Friends turns back on new Flowers bid - Business - Evening Standard
       

Friends turns back on new Flowers bid

Friends Provident feels strong enough to turn down a £3.5 billion takeover bid from private equity house JC Flowers despite all its problems.

Without a chief executive until Trevor Matthews arrives from Standard Life in the summer, Friends has endured a terrible year.

It turned a profit of £491 million in 2006 into a loss of £113 million for 2007 and has faced scepticism from the City about its strategy and long-term future.

Today it confirmed that JC Flowers made an offer of 150p a share, but insists that this proposal "significantly under-values Friends Provident and its prospects and does not represent a basis for discussion".

JC Flowers, run by former Goldman Sachs banker Chris Flowers, has made several offers for Friends - at lower levels on each occasion.

Last year it tabled a bid at 175p a share, which Friends also rejected out of hand.

Friends entered a merger deal with Resolution Life before Christmas, but it quickly collapsed after better offers arrived for Resolution.

Chief executive Philip Moore was ousted in the fallout. Last month finance director Jim Smart said he would leave in August, giving Matthews an immediate hole to fill when he starts the new job.

Friends Provident shares have halved in the last year but gained today 4.4p to 124.5p.

The Friends' board, led by chairman Sir Adrian Montague, feels it cannot sell the company for less than 160p. It believes that any lower would be less than the insurer's embedded value - - or the long-term value of its policies.

However, so many customers have cashed in their policies due to poor investment performance that this embedded value is said by analysts to be in doubt.

Friends is looking to sell its stake in F&C Asset Management as well as subsidiaries Lombard and Pantheon Financial. Critics of the company say that pushing through this strategy before Matthews arrives will leave the new chief executive in an awkward position. Flowers could yet return with another bid. It has a near 3% stake in the insurer.

Friends is headquartered in London and employs 4,000 across the UK. It is cutting 600 of those jobs as part of its strategic review.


▶ [Problem to work on] When a line of the entries contains the word "screenshot", report that line.

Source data
···
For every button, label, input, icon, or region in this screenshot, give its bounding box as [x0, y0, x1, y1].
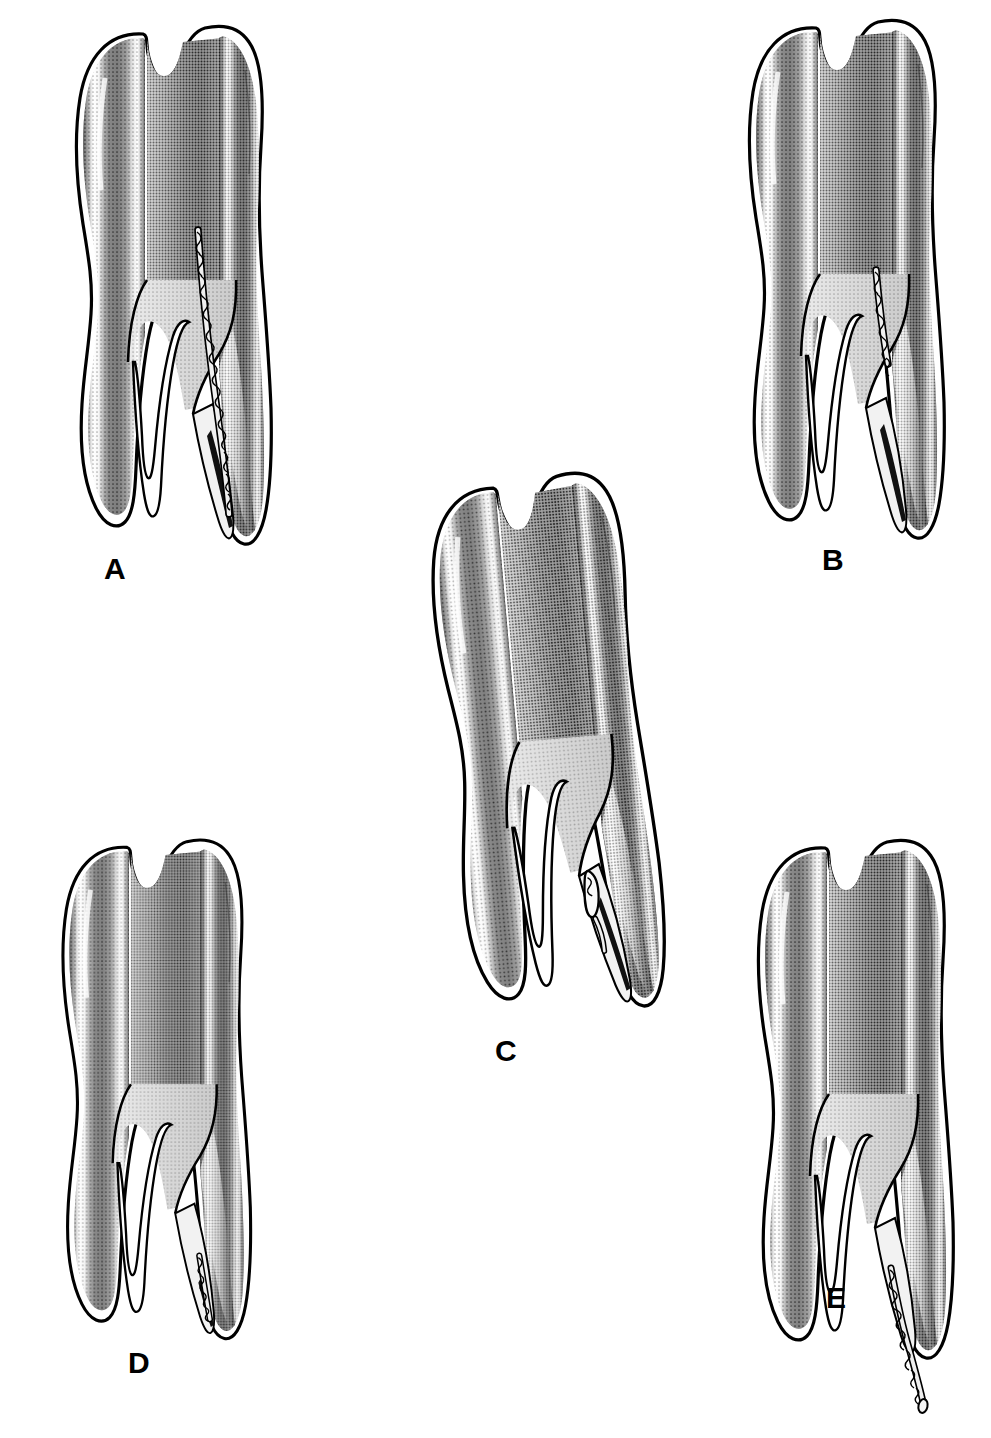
tooth-body-c: [423, 469, 671, 1022]
panel-label-e: E: [826, 1283, 846, 1313]
tooth-body-e: [758, 840, 953, 1413]
tooth-panel-d: [10, 832, 300, 1352]
tooth-illustration-d: [10, 832, 300, 1352]
panel-label-b: B: [822, 545, 844, 575]
tooth-illustration-b: [700, 12, 990, 552]
tooth-panel-a: [22, 18, 322, 558]
panel-label-d: D: [128, 1348, 150, 1378]
panel-label-c: C: [495, 1036, 517, 1066]
figure-canvas: A: [0, 0, 991, 1438]
tooth-panel-c: [415, 468, 677, 1028]
tooth-panel-e: [718, 832, 990, 1412]
tooth-body-d: [63, 840, 251, 1339]
tooth-body-a: [76, 26, 271, 544]
tooth-body-b: [749, 20, 944, 538]
panel-label-a: A: [104, 554, 126, 584]
tooth-panel-b: [700, 12, 990, 552]
file-tip: [917, 1398, 929, 1414]
tooth-illustration-e: [718, 832, 990, 1432]
tooth-illustration-c: [415, 468, 677, 1028]
tooth-illustration-a: [22, 18, 322, 558]
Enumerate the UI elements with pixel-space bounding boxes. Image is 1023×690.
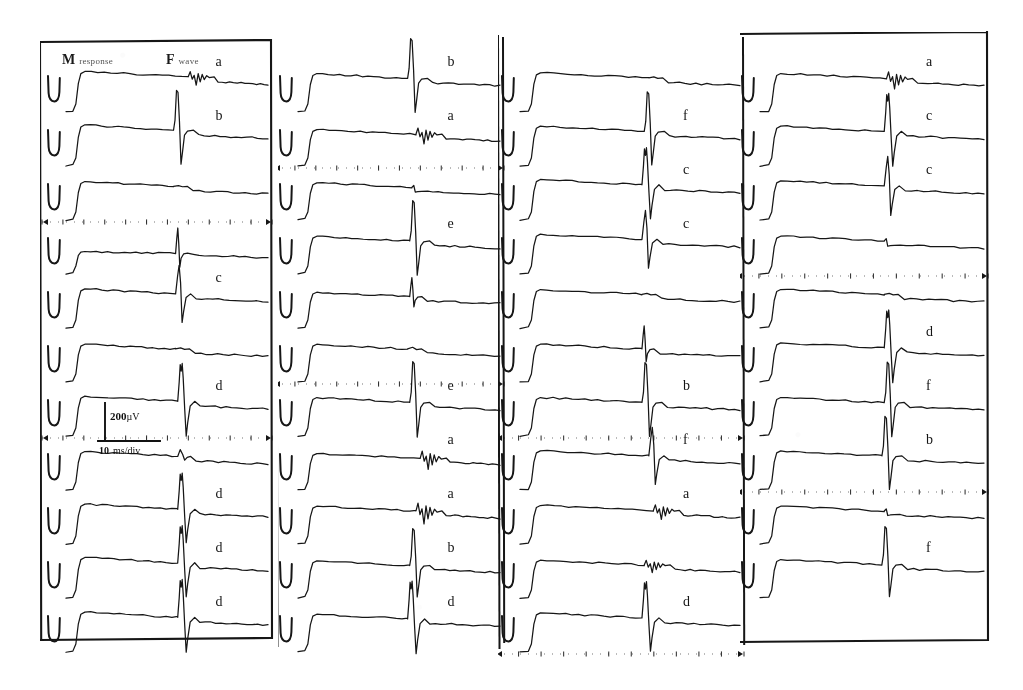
stimulus-artifact-icon <box>742 400 754 426</box>
trace-row <box>48 265 268 328</box>
f-wave-bold: F <box>166 52 175 67</box>
stimulus-artifact-icon <box>742 562 754 588</box>
emg-sweep-line <box>66 450 268 491</box>
emg-sweep-line <box>66 71 268 111</box>
trace-label: d <box>683 594 690 610</box>
trace-row <box>280 344 500 382</box>
panel-2-traces <box>278 0 506 690</box>
stimulus-artifact-icon <box>280 238 292 264</box>
emg-sweep-line <box>760 156 984 220</box>
emg-sweep-line <box>760 93 984 166</box>
stimulus-artifact-icon <box>502 400 514 426</box>
trace-label: f <box>683 108 688 124</box>
calibration-time-value: 10 <box>99 445 109 456</box>
stimulus-artifact-icon <box>742 76 754 102</box>
trace-row <box>502 290 740 329</box>
emg-sweep-line <box>760 527 984 598</box>
calibration-time-unit: ms/div <box>113 445 140 456</box>
emg-sweep-line <box>520 427 740 489</box>
trace-row <box>48 473 268 544</box>
trace-row <box>280 183 500 220</box>
trace-row <box>742 72 984 112</box>
stimulus-artifact-icon <box>502 562 514 588</box>
panel-1 <box>40 0 280 690</box>
stimulus-artifact-icon <box>48 454 60 480</box>
trace-row <box>502 427 740 489</box>
stimulus-artifact-icon <box>280 454 292 480</box>
trace-label: c <box>216 270 222 286</box>
emg-sweep-line <box>66 579 268 652</box>
timebase-axis <box>498 651 744 657</box>
emg-figure: M response F wave 200µV 10 ms/div abcddd… <box>0 0 1023 690</box>
f-wave-header: F wave <box>166 50 199 68</box>
trace-row <box>280 362 500 437</box>
calibration-vertical-label: 200µV <box>110 406 139 424</box>
panel-3 <box>498 0 746 690</box>
trace-label: d <box>448 594 455 610</box>
trace-row <box>742 362 984 437</box>
trace-label: d <box>216 594 223 610</box>
trace-row <box>280 581 500 654</box>
trace-row <box>48 450 268 491</box>
trace-row <box>502 560 740 598</box>
trace-row <box>742 527 984 598</box>
stimulus-artifact-icon <box>502 184 514 210</box>
emg-sweep-line <box>760 506 984 544</box>
panel-4-frame <box>740 0 988 642</box>
stimulus-artifact-icon <box>742 346 754 372</box>
m-response-small: response <box>79 56 113 66</box>
timebase-axis <box>42 435 272 441</box>
trace-label: b <box>448 540 455 556</box>
emg-sweep-line <box>298 128 500 166</box>
f-wave-small: wave <box>179 56 199 66</box>
trace-row <box>280 529 500 599</box>
trace-row <box>742 236 984 274</box>
stimulus-artifact-icon <box>502 346 514 372</box>
stimulus-artifact-icon <box>742 238 754 264</box>
stimulus-artifact-icon <box>48 562 60 588</box>
timebase-axis <box>498 435 744 441</box>
trace-row <box>48 228 268 274</box>
stimulus-artifact-icon <box>502 238 514 264</box>
emg-sweep-line <box>66 265 268 328</box>
trace-row <box>502 363 740 437</box>
emg-sweep-line <box>298 201 500 276</box>
stimulus-artifact-icon <box>502 292 514 318</box>
panel-3-traces <box>498 0 746 690</box>
stimulus-artifact-icon <box>48 508 60 534</box>
emg-sweep-line <box>520 72 740 111</box>
emg-sweep-line <box>298 503 500 544</box>
trace-row <box>280 39 500 113</box>
emg-sweep-line <box>298 278 500 329</box>
trace-row <box>742 506 984 544</box>
m-response-bold: M <box>62 52 75 67</box>
emg-sweep-line <box>66 473 268 544</box>
timebase-axis <box>740 489 988 495</box>
emg-sweep-line <box>760 310 984 383</box>
stimulus-artifact-icon <box>48 616 60 642</box>
emg-sweep-line <box>760 236 984 274</box>
emg-sweep-line <box>520 560 740 598</box>
stimulus-artifact-icon <box>48 130 60 156</box>
stimulus-artifact-icon <box>48 346 60 372</box>
emg-sweep-line <box>298 581 500 654</box>
trace-row <box>502 326 740 382</box>
stimulus-artifact-icon <box>280 130 292 156</box>
emg-sweep-line <box>298 529 500 599</box>
stimulus-artifact-icon <box>280 616 292 642</box>
trace-row <box>48 182 268 221</box>
emg-sweep-line <box>520 326 740 382</box>
trace-label: a <box>683 486 689 502</box>
trace-label: a <box>448 108 454 124</box>
stimulus-artifact-icon <box>280 346 292 372</box>
timebase-axis <box>278 165 504 171</box>
stimulus-artifact-icon <box>742 184 754 210</box>
emg-sweep-line <box>520 290 740 329</box>
calibration-horizontal-label: 10 ms/div <box>99 440 140 458</box>
calibration-voltage-unit: µV <box>127 411 140 422</box>
panel-2 <box>278 0 506 690</box>
trace-label: f <box>926 540 931 556</box>
stimulus-artifact-icon <box>502 508 514 534</box>
calibration-voltage-value: 200 <box>110 410 127 422</box>
emg-sweep-line <box>66 363 268 436</box>
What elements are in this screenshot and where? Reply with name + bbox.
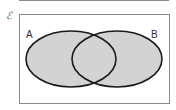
set-a-label: A bbox=[26, 29, 33, 40]
venn-diagram: A B bbox=[0, 0, 176, 110]
set-b-label: B bbox=[151, 29, 158, 40]
shaded-union bbox=[26, 31, 162, 87]
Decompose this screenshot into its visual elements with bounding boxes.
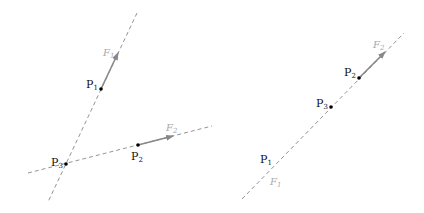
right-diagram: P1 P2 P3 F1 F2 xyxy=(242,33,404,199)
label-p3-right: P3 xyxy=(316,97,328,111)
label-p1-right: P1 xyxy=(260,153,272,167)
label-p1: P1 xyxy=(86,78,98,92)
label-f1-right: F1 xyxy=(269,176,281,189)
point-p2-right xyxy=(357,76,361,80)
label-p2-right: P2 xyxy=(344,66,356,80)
label-f2-right: F2 xyxy=(372,39,385,52)
force-diagrams: P1 P2 P3 F1 F2 P1 P2 P3 F1 F2 xyxy=(0,0,424,213)
line-of-action-1 xyxy=(48,13,137,202)
label-f1: F1 xyxy=(102,47,114,60)
label-f2: F2 xyxy=(165,122,178,135)
point-p1 xyxy=(99,87,103,91)
point-p3-right xyxy=(329,105,333,109)
left-diagram: P1 P2 P3 F1 F2 xyxy=(28,13,212,202)
label-p3: P3 xyxy=(51,156,63,170)
force-arrow-f2-right xyxy=(359,52,385,78)
label-p2: P2 xyxy=(131,150,143,164)
point-p3 xyxy=(64,162,68,166)
point-p2 xyxy=(136,143,140,147)
force-arrow-f2 xyxy=(138,136,173,145)
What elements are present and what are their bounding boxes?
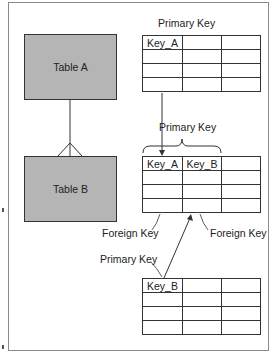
column-header-key-a: Key_A bbox=[143, 36, 183, 50]
cell bbox=[143, 171, 183, 185]
cell bbox=[183, 293, 222, 307]
primary-key-label-top: Primary Key bbox=[158, 17, 215, 29]
cell bbox=[222, 321, 261, 335]
cell bbox=[222, 36, 261, 50]
cell bbox=[143, 64, 183, 78]
table-row bbox=[143, 293, 261, 307]
primary-key-label-bottom: Primary Key bbox=[100, 253, 157, 265]
cell bbox=[222, 293, 261, 307]
table-b-structure: Key_A Key_B bbox=[142, 156, 261, 213]
table-row bbox=[143, 321, 261, 335]
foreign-key-label-left: Foreign Key bbox=[102, 227, 159, 239]
foreign-key-label-right: Foreign Key bbox=[210, 227, 267, 239]
cell bbox=[183, 185, 222, 199]
cell bbox=[143, 321, 183, 335]
cell bbox=[222, 171, 261, 185]
cell bbox=[183, 78, 222, 92]
cell bbox=[143, 307, 183, 321]
table-row: Key_A bbox=[143, 36, 261, 50]
cell bbox=[222, 78, 261, 92]
cell bbox=[183, 64, 222, 78]
column-header-key-b: Key_B bbox=[143, 279, 183, 293]
cell bbox=[222, 185, 261, 199]
cell bbox=[222, 157, 261, 171]
table-row: Key_B bbox=[143, 279, 261, 293]
cell bbox=[143, 185, 183, 199]
cell bbox=[183, 321, 222, 335]
table-row: Key_A Key_B bbox=[143, 157, 261, 171]
table-row bbox=[143, 50, 261, 64]
cell bbox=[183, 279, 222, 293]
cell bbox=[143, 50, 183, 64]
table-a-structure: Key_A bbox=[142, 35, 261, 92]
cell bbox=[183, 307, 222, 321]
cell bbox=[143, 78, 183, 92]
table-row bbox=[143, 171, 261, 185]
table-row bbox=[143, 307, 261, 321]
table-row bbox=[143, 64, 261, 78]
primary-key-label-middle: Primary Key bbox=[159, 121, 216, 133]
column-header-key-a: Key_A bbox=[143, 157, 183, 171]
cell bbox=[222, 199, 261, 213]
table-key-b-structure: Key_B bbox=[142, 278, 261, 335]
cell bbox=[222, 64, 261, 78]
cell bbox=[143, 199, 183, 213]
cell bbox=[222, 307, 261, 321]
cell bbox=[183, 50, 222, 64]
table-row bbox=[143, 199, 261, 213]
table-row bbox=[143, 185, 261, 199]
cell bbox=[183, 199, 222, 213]
cell bbox=[143, 293, 183, 307]
cell bbox=[183, 36, 222, 50]
column-header-key-b: Key_B bbox=[183, 157, 222, 171]
table-row bbox=[143, 78, 261, 92]
cell bbox=[183, 171, 222, 185]
cell bbox=[222, 279, 261, 293]
cell bbox=[222, 50, 261, 64]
···
▶ [Result]
For every button, label, input, icon, or region in this screenshot, give its bounding box as [x0, y0, x1, y1].
What elements are in this screenshot and where? Reply with name + bbox.
Decompose this screenshot into its visual elements with bounding boxes.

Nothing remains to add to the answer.